Parents of school children from the Chicago area and throughout Illinois have sued nearly 150 Illinois school districts and Gov. JB Pritzker, among others, asserting their children’s rights have been trampled by rules requiring their children to wear face coverings while in school, or to be forced to stay home from school, out of suspicion they may have been exposed to COVID-19.
The lawsuit was filed in downstate Macoupin County on Oct. 20, by attorneys Tom Devore, Jeffrey Mollet and Erik D. Hyam, of the Silver Lake Group, of Greenville.
The lawsuit named at least 69 Chicago area school districts as defendants, including the Chicago Public Schools and districts from all regions of Chicago’s suburbs. Those suburban school districts included those in the communities of Elgin, Aurora, Naperville, Hinsdale, Lake Forest, Winnetka, Downers Grove, Addison, Park Ridge, Palatine, Arlington Heights, Plainfield, Palos, Geneva, St. Charles, Libertyville, Wheaton, Bolingbrook, Barrington, Romeoville, New Lenox, Oswego, Orland Park, Carpentersville, Huntley, McHenry and Woodstock, among many others.
Tom Devore
| Silver Lake Group
Other named defendants include Pritzker; the Illinois Department of Public Health, with its director, Dr. Ngozi Ezike; and the Illinois State Board of Education, with its superintendent, Carmen Ayala.
In the lawsuit, the parents of children enrolled in each of the defendant school districts accuse the school districts and the state of violating Illinois law and the students’ and parents’ rights to due process in the way the state and school districts have enforced state rules and orders, issued in the name of fighting COVID-19. The lawsuit is filed as a class action on behalf of all parents and students in all of the named Illinois school districts.
The lawsuit takes particular aim at executive orders issued by Pritzker, “emergency rules” issued by the IDPH, and “guidance” to schools issued by the ISBE, since mid-September.
Those orders and rules explicitly require school districts to compel all students to wear face coverings while at school.
Further, an “emergency rule” issued by the IDPH allows schools to block students from attending in-person classes and other school activities, should school officials classify such students as close contacts of others who may have tested positive for COVID.
The lawsuit asserts that emergency rule essentially rewrote the definition of quarantine under state law, removing exclusion from school as part of the definition of quarantine.
The lawsuit says the state took such actions solely to thwart court orders secured by Devore on behalf of other parents, barring school districts from enforcing state masking and exclusion rules.

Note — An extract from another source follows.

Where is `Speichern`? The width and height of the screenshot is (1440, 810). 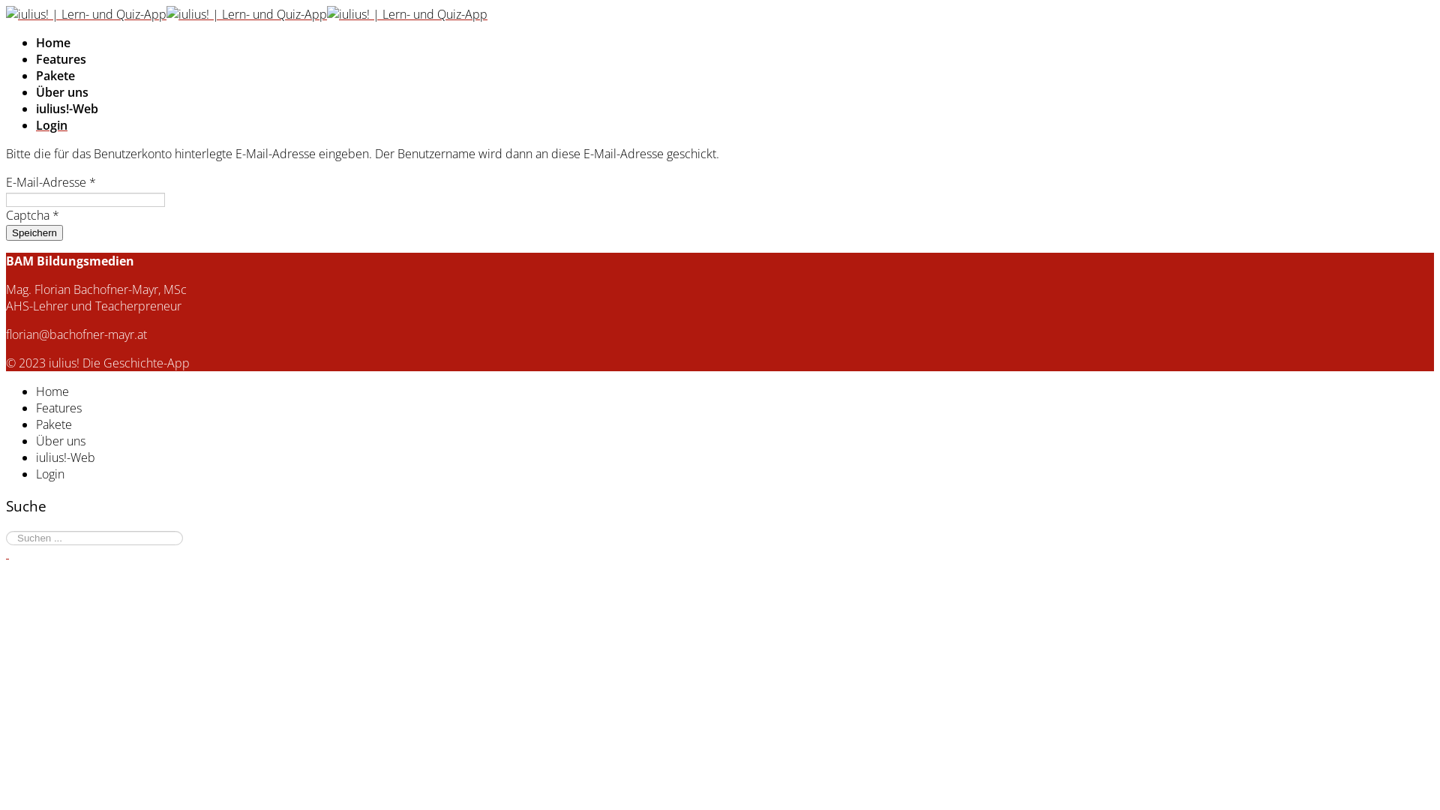 Speichern is located at coordinates (35, 233).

In those cases, Devore had argued the school districts lacked the authority under state law to enforce any kind of quarantine against students.

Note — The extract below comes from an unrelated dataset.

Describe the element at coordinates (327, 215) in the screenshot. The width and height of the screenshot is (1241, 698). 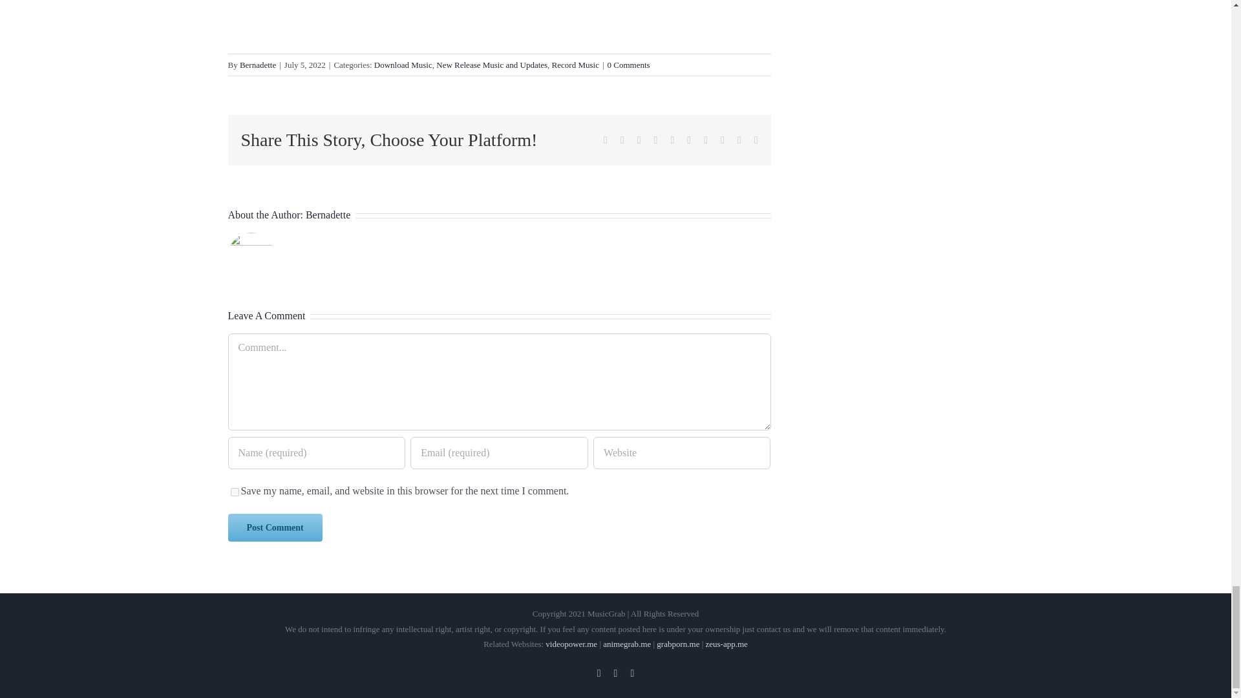
I see `Posts by Bernadette` at that location.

He said such authority is granted solely to county health departments and the courts.
Without a valid order from the county health department, Devore argued, school districts cannot either compel students to wear masks without parental consent, nor can they remove students from school out of suspicion that they may have been exposed to COVID.

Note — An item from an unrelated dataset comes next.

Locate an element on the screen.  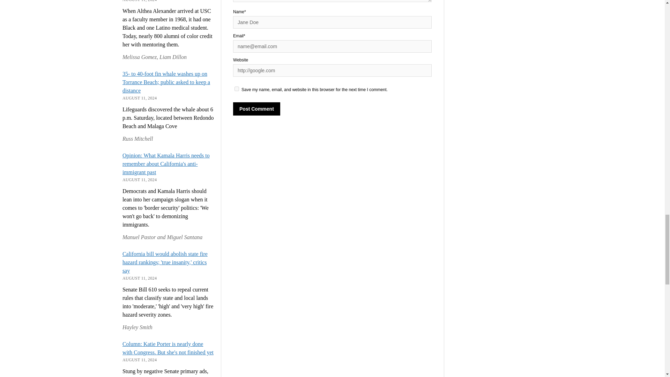
yes is located at coordinates (236, 89).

In his new complaint, Devore and the parents he is representing reiterated those arguments, asserting rules requiring face masks in school amounts, and school district decisions to kick students out of school after potential COVID exposure, amount to illegal quarantine orders.
“It would be an absurd proposition for the Defendants to suggest the certified local health department are required to obtain consent of the parent, or a court order, yet the Defendants somehow can disregard this same procedural and substantive due process,” the complaint said.
“… Quite simply, the Defendants are infringing upon the lawful right of the Students, and of their parents or guardians, to be free to choose for themselves whether mask wearing as a treatment, or type of modified quarantine, for the purpose of limiting the spread of an infectious disease, is, absent a court order, appropriate, especially where the Defendants have used, as a sword, direct and unabashed threats to the Students’ right to an education if they refuse to comply,” the complaint said.
Devore and the parents further argued Pritzker’s new executive orders and the rule changes issued by the state agencies are similarly illegal, as they cite a public health “emergency” the plaintiffs allege no longer exists.
Further, they argue Pritzker has abused his authority under Illinois’ emergency management law, by using powers reserved to the governor, to also enlarge the power and authority of school districts and state agencies, granting them public health powers that exceed the limits set by state law.
“None of the Defendants have any lawful authority to demand or require any type of treatment or modified quarantine upon the Students to allegedly prevent the spread of an infectious disease, and certainly not without providing due process to such parent, guardians, and Students,” the complaint said.
The lawsuit seeks court orders barring the school districts and the state officials from enforcing any of the orders, rules or guidance issued by Pritzker, the IDPH and the ISBE;
Forbidding the school districts from requiring students to wear masks without parental consent; and
Barring the school districts from excluding students from school on suspicion of exposure to COVID, without a valid order from a court or the local county health department.
Editor's note: This article has been revised from an earlier version to correctly identify the date on which the lawsuit referenced in the article was filed.